Early every morning Sommers with Alves would start for the lake. At this hour only an occasional fisherman could be seen, cutting fresh holes in the ice and setting his lines. Sommers preferred to skate in the mornings, for later in the day the smooth patches of inshore ice were frequented by people from the city. He loved solitude, it seemed to Alves, more and more. In the Keystone days he had been indifferent to the people of the house; now he avoided people except as they needed him professionally. She attributed it, wrongly, to a feeling of pride. In reality, the habit of self-dependence was gaining, and the man was thrusting the world into the background. For hours Sommers never spoke. Always sparing of words, counting them little, despising voluble people, he was beginning to lose the power of ready speech. Thus, living in one of the most jostling of the world's taverns, they lived as in the heart of the Arizona desert.
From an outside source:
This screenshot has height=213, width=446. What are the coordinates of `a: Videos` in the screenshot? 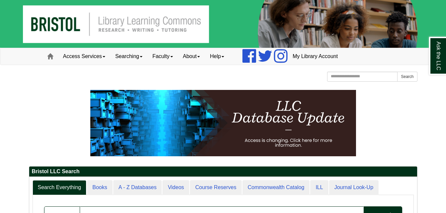 It's located at (176, 188).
They skated in these long silences, enjoying the exhilaration of the exercise, the bitter air, the views of the huge, silent city. Now and then they paused instinctively to watch the scene, without speaking, like great lovers that are mute. Starting from the sheltered pool, where the yachts lay in summer, they skirted the dark piles of the long pier, around which the black water gurgled treacherously. Beyond the pier there was a snakelike, oozing crack, which divided the inshore ice from the more open fields outside. This they followed until they found a chance to cross, and then they sped away toward the little island made by the "intake" of the water works.

These windless mornings the bank of city smoke northward was like gray powder, out of which the skyscrapers stretched their lofty heads. The buildings along the shore, etched in the transparent air, breathing silently white mists of steam, lay like a mirage wonderfully touched with purplish shadows. The great steel works rose to the south, visibly near, mysteriously remote. The ribbons of fiery smoke from their furnaces were the first signs of the city's awakening from its lethargic industrial sleep. The beast was beginning to move along its score of miles of length. But out here in the vacancies of the lake it seemed still torpid.

Eastward, beyond the dot which the "intake" made, the lake was a still arctic field, furrowed by ice-floes, snowy here, with an open pool of water there, ribbed all over with dark crevasses of oozing water. In the far east lay the horizon line of shimmering, gauzy light, as if from beyond the earth's rim was flooding in the brilliance of a perpetual morning. North and south, east and west, along the crevasses the lake smoked in the morning sun, as the vapor from the water beneath rose into the icy air. Savage, tranquil, immense, the vast field of ice was like the indifferent face of nature, like unto death.

One morning, as they waited breathlessly listening to the silence of the ice sea, the lake groaned close beside them, and suddenly the floe on which they stood parted from the field nearer shore. In a few minutes the lane of open water was six feet in width. Sommers pointed to it, and without a word they struck out to the north, weaving their way in and out of the floes, now clambering over heaved-up barriers of ice, now flying along an unscarred field, again making their way cautiously across sheets of shivered surface ice that lay like broken glass beside a crevasse. Finally, they reached the inner field. Sommers looked at his watch, and said:

"We might as well go ashore here. That was rather a narrow chance. I must look in at the Keystone to see how Webber is. I shouldn't wonder if he had typhoid."

"I wish we could go on," Alves replied regretfully. "I was hoping the lane ran on and on for miles."

She put her hands under his coat and leaned against him, looking wistfully into the arctic sea.

"Let me go back!" she pleaded. "I should like to skate on, on, for days!"

"You can't go back without me. Some day, if this weather keeps up, we'll try for the Michigan shore."